Social Imaginaries

Volume 2, Issue 2, Autumn 2016

Trajectories of Modernity

Maxim Khomyakov
Pages 165-181

Mastering Nature
A Russian Route into Modernity?

The paper is devoted to the analysis of Russian ‘experience and interpretation’ (P. Wagner) of the situation of modernity. The author considers the time of the late nineteenth and early twentieth century as especially important for understanding Russian modernity and chooses to demonstrate complexities and contradictions of this understanding by the example of Nikolay Fedorov’s Philosophy of Common Task. The paper starts with a characterisation of modernity (according to Castoriadis) as the double signification of autonomy and rational mastery of the world. Then it proceeds to the description of the circumstances of Russian society of the nineteenth century, which, according to the author, were defined by the opposition of ‘the people’ (narod) and ‘intelligentsia’. It is in this situation, he argues, Russian society had to autonomously interpret its position in the world. In the majority of the cases, according to the author, it chose precedence of the mastery and control over autonomy and freedom. The author analyses Fedorov’s projectivist philosophy of resurrection as one of the most striking interpretations ever given to the ideas of autonomy and rational mastery of the world. He argues that Philosophy of Common Tasks incorporated the trends and ideas inherent in Russian understanding of modernity. These features made it an ideology equally popular both among Orthodox Christian thinkers of the time and among communists of the 1920s.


What you should do
Starting from the first line below, repeat the data exactly through to the last.

Input for this task
══════════
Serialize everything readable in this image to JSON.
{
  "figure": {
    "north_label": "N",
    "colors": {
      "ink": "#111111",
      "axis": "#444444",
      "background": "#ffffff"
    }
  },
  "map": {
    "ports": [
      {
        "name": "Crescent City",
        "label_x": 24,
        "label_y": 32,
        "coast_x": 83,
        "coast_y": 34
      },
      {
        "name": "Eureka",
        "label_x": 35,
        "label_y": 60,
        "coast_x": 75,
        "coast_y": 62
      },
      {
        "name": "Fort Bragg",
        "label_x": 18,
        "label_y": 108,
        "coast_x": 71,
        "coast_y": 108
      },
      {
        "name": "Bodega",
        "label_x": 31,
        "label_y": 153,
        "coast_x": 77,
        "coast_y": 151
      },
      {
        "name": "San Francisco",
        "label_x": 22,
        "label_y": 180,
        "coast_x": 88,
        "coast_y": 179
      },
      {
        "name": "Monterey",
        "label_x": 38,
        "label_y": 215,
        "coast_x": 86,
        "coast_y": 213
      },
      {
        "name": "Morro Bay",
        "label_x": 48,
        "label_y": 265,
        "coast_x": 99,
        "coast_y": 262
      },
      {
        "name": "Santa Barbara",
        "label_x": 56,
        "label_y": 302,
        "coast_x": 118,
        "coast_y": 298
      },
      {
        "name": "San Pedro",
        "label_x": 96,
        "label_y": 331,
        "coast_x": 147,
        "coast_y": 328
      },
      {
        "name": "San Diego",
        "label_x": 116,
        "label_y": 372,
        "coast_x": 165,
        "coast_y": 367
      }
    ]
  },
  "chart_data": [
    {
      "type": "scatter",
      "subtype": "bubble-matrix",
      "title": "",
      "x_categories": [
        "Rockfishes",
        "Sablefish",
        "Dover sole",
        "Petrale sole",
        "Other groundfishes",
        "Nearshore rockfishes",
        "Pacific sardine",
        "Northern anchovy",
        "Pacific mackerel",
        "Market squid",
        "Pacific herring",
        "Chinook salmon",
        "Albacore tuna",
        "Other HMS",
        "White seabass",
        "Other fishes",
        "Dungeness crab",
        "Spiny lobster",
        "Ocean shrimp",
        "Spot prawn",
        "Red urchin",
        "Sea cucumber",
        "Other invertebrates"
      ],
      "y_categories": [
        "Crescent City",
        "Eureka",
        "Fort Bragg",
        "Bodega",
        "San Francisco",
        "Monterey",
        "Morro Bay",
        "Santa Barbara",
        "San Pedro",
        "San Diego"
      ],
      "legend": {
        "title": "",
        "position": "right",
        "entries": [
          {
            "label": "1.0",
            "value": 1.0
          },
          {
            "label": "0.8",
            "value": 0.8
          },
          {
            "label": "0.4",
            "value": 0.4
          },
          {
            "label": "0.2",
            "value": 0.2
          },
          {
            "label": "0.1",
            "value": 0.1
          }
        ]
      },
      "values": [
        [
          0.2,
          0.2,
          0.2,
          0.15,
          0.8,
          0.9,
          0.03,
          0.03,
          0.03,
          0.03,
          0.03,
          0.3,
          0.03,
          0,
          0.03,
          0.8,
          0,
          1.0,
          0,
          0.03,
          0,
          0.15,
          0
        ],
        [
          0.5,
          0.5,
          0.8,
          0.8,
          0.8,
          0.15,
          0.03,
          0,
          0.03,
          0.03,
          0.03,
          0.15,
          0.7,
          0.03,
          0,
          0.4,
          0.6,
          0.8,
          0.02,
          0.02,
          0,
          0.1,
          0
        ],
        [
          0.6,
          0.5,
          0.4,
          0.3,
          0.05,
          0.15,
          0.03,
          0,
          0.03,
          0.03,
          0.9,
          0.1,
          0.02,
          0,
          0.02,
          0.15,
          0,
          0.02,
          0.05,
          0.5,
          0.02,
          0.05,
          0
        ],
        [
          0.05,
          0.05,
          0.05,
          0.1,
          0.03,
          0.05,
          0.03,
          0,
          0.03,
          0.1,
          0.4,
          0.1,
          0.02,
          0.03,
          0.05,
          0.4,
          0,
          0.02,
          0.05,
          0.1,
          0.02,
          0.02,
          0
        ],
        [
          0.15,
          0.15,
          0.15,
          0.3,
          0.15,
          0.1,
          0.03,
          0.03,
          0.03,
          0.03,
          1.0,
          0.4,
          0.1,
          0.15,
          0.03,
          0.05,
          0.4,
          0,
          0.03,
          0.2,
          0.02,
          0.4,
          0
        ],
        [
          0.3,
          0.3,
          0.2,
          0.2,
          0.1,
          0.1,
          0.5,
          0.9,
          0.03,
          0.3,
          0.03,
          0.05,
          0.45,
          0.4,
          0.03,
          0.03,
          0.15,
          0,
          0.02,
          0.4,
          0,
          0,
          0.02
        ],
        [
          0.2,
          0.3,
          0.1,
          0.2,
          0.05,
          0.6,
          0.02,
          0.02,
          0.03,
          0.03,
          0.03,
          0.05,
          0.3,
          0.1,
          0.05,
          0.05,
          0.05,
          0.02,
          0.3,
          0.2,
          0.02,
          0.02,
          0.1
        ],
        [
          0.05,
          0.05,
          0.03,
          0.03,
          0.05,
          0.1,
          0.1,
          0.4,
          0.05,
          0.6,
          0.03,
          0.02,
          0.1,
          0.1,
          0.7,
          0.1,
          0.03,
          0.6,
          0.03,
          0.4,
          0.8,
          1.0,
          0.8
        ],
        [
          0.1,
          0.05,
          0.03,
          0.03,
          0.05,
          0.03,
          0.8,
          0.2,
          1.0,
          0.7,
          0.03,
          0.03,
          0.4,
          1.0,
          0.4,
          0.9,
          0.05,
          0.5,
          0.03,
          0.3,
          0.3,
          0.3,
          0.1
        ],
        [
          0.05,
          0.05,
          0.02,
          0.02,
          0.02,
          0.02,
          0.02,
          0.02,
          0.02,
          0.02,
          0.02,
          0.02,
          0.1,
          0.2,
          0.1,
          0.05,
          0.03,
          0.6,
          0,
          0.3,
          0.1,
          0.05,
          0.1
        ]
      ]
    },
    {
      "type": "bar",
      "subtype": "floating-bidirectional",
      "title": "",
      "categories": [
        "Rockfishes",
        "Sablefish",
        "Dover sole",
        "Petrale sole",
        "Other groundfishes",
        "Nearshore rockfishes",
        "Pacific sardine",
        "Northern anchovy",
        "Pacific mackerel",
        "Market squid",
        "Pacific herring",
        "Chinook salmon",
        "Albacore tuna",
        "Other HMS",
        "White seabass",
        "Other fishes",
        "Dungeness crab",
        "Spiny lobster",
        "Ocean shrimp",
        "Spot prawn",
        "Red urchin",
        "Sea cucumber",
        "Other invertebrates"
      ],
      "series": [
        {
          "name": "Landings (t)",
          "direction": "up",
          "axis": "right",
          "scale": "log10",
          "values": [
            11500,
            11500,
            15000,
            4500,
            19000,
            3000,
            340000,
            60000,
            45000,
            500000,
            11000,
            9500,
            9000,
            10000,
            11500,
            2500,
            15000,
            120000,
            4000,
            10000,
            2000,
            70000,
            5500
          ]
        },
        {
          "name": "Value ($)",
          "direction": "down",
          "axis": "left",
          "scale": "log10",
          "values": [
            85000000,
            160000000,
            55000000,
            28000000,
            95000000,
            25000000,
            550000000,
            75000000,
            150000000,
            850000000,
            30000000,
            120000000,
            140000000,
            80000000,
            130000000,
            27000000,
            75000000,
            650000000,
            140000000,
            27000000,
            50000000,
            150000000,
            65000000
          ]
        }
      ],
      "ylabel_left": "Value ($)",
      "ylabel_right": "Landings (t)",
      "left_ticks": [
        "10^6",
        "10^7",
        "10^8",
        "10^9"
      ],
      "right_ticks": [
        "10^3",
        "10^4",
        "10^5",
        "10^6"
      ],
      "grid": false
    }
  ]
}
══════════
Result of the task
Serialize everything readable in this image to JSON.
{
  "figure": {
    "north_label": "N",
    "colors": {
      "ink": "#111111",
      "axis": "#444444",
      "background": "#ffffff"
    }
  },
  "map": {
    "ports": [
      {
        "name": "Crescent City",
        "label_x": 24,
        "label_y": 32,
        "coast_x": 83,
        "coast_y": 34
      },
      {
        "name": "Eureka",
        "label_x": 35,
        "label_y": 60,
        "coast_x": 75,
        "coast_y": 62
      },
      {
        "name": "Fort Bragg",
        "label_x": 18,
        "label_y": 108,
        "coast_x": 71,
        "coast_y": 108
      },
      {
        "name": "Bodega",
        "label_x": 31,
        "label_y": 153,
        "coast_x": 77,
        "coast_y": 151
      },
      {
        "name": "San Francisco",
        "label_x": 22,
        "label_y": 180,
        "coast_x": 88,
        "coast_y": 179
      },
      {
        "name": "Monterey",
        "label_x": 38,
        "label_y": 215,
        "coast_x": 86,
        "coast_y": 213
      },
      {
        "name": "Morro Bay",
        "label_x": 48,
        "label_y": 265,
        "coast_x": 99,
        "coast_y": 262
      },
      {
        "name": "Santa Barbara",
        "label_x": 56,
        "label_y": 302,
        "coast_x": 118,
        "coast_y": 298
      },
      {
        "name": "San Pedro",
        "label_x": 96,
        "label_y": 331,
        "coast_x": 147,
        "coast_y": 328
      },
      {
        "name": "San Diego",
        "label_x": 116,
        "label_y": 372,
        "coast_x": 165,
        "coast_y": 367
      }
    ]
  },
  "chart_data": [
    {
      "type": "scatter",
      "subtype": "bubble-matrix",
      "title": "",
      "x_categories": [
        "Rockfishes",
        "Sablefish",
        "Dover sole",
        "Petrale sole",
        "Other groundfishes",
        "Nearshore rockfishes",
        "Pacific sardine",
        "Northern anchovy",
        "Pacific mackerel",
        "Market squid",
        "Pacific herring",
        "Chinook salmon",
        "Albacore tuna",
        "Other HMS",
        "White seabass",
        "Other fishes",
        "Dungeness crab",
        "Spiny lobster",
        "Ocean shrimp",
        "Spot prawn",
        "Red urchin",
        "Sea cucumber",
        "Other invertebrates"
      ],
      "y_categories": [
        "Crescent City",
        "Eureka",
        "Fort Bragg",
        "Bodega",
        "San Francisco",
        "Monterey",
        "Morro Bay",
        "Santa Barbara",
        "San Pedro",
        "San Diego"
      ],
      "legend": {
        "title": "",
        "position": "right",
        "entries": [
          {
            "label": "1.0",
            "value": 1.0
          },
          {
            "label": "0.8",
            "value": 0.8
          },
          {
            "label": "0.4",
            "value": 0.4
          },
          {
            "label": "0.2",
            "value": 0.2
          },
          {
            "label": "0.1",
            "value": 0.1
          }
        ]
      },
      "values": [
        [
          0.2,
          0.2,
          0.2,
          0.15,
          0.8,
          0.9,
          0.03,
          0.03,
          0.03,
          0.03,
          0.03,
          0.3,
          0.03,
          0,
          0.03,
          0.8,
          0,
          1.0,
          0,
          0.03,
          0,
          0.15,
          0
        ],
        [
          0.5,
          0.5,
          0.8,
          0.8,
          0.8,
          0.15,
          0.03,
          0,
          0.03,
          0.03,
          0.03,
          0.15,
          0.7,
          0.03,
          0,
          0.4,
          0.6,
          0.8,
          0.02,
          0.02,
          0,
          0.1,
          0
        ],
        [
          0.6,
          0.5,
          0.4,
          0.3,
          0.05,
          0.15,
          0.03,
          0,
          0.03,
          0.03,
          0.9,
          0.1,
          0.02,
          0,
          0.02,
          0.15,
          0,
          0.02,
          0.05,
          0.5,
          0.02,
          0.05,
          0
        ],
        [
          0.05,
          0.05,
          0.05,
          0.1,
          0.03,
          0.05,
          0.03,
          0,
          0.03,
          0.1,
          0.4,
          0.1,
          0.02,
          0.03,
          0.05,
          0.4,
          0,
          0.02,
          0.05,
          0.1,
          0.02,
          0.02,
          0
        ],
        [
          0.15,
          0.15,
          0.15,
          0.3,
          0.15,
          0.1,
          0.03,
          0.03,
          0.03,
          0.03,
          1.0,
          0.4,
          0.1,
          0.15,
          0.03,
          0.05,
          0.4,
          0,
          0.03,
          0.2,
          0.02,
          0.4,
          0
        ],
        [
          0.3,
          0.3,
          0.2,
          0.2,
          0.1,
          0.1,
          0.5,
          0.9,
          0.03,
          0.3,
          0.03,
          0.05,
          0.45,
          0.4,
          0.03,
          0.03,
          0.15,
          0,
          0.02,
          0.4,
          0,
          0,
          0.02
        ],
        [
          0.2,
          0.3,
          0.1,
          0.2,
          0.05,
          0.6,
          0.02,
          0.02,
          0.03,
          0.03,
          0.03,
          0.05,
          0.3,
          0.1,
          0.05,
          0.05,
          0.05,
          0.02,
          0.3,
          0.2,
          0.02,
          0.02,
          0.1
        ],
        [
          0.05,
          0.05,
          0.03,
          0.03,
          0.05,
          0.1,
          0.1,
          0.4,
          0.05,
          0.6,
          0.03,
          0.02,
          0.1,
          0.1,
          0.7,
          0.1,
          0.03,
          0.6,
          0.03,
          0.4,
          0.8,
          1.0,
          0.8
        ],
        [
          0.1,
          0.05,
          0.03,
          0.03,
          0.05,
          0.03,
          0.8,
          0.2,
          1.0,
          0.7,
          0.03,
          0.03,
          0.4,
          1.0,
          0.4,
          0.9,
          0.05,
          0.5,
          0.03,
          0.3,
          0.3,
          0.3,
          0.1
        ],
        [
          0.05,
          0.05,
          0.02,
          0.02,
          0.02,
          0.02,
          0.02,
          0.02,
          0.02,
          0.02,
          0.02,
          0.02,
          0.1,
          0.2,
          0.1,
          0.05,
          0.03,
          0.6,
          0,
          0.3,
          0.1,
          0.05,
          0.1
        ]
      ]
    },
    {
      "type": "bar",
      "subtype": "floating-bidirectional",
      "title": "",
      "categories": [
        "Rockfishes",
        "Sablefish",
        "Dover sole",
        "Petrale sole",
        "Other groundfishes",
        "Nearshore rockfishes",
        "Pacific sardine",
        "Northern anchovy",
        "Pacific mackerel",
        "Market squid",
        "Pacific herring",
        "Chinook salmon",
        "Albacore tuna",
        "Other HMS",
        "White seabass",
        "Other fishes",
        "Dungeness crab",
        "Spiny lobster",
        "Ocean shrimp",
        "Spot prawn",
        "Red urchin",
        "Sea cucumber",
        "Other invertebrates"
      ],
      "series": [
        {
          "name": "Landings (t)",
          "direction": "up",
          "axis": "right",
          "scale": "log10",
          "values": [
            11500,
            11500,
            15000,
            4500,
            19000,
            3000,
            340000,
            60000,
            45000,
            500000,
            11000,
            9500,
            9000,
            10000,
            11500,
            2500,
            15000,
            120000,
            4000,
            10000,
            2000,
            70000,
            5500
          ]
        },
        {
          "name": "Value ($)",
          "direction": "down",
          "axis": "left",
          "scale": "log10",
          "values": [
            85000000,
            160000000,
            55000000,
            28000000,
            95000000,
            25000000,
            550000000,
            75000000,
            150000000,
            850000000,
            30000000,
            120000000,
            140000000,
            80000000,
            130000000,
            27000000,
            75000000,
            650000000,
            140000000,
            27000000,
            50000000,
            150000000,
            65000000
          ]
        }
      ],
      "ylabel_left": "Value ($)",
      "ylabel_right": "Landings (t)",
      "left_ticks": [
        "10^6",
        "10^7",
        "10^8",
        "10^9"
      ],
      "right_ticks": [
        "10^3",
        "10^4",
        "10^5",
        "10^6"
      ],
      "grid": false
    }
  ]
}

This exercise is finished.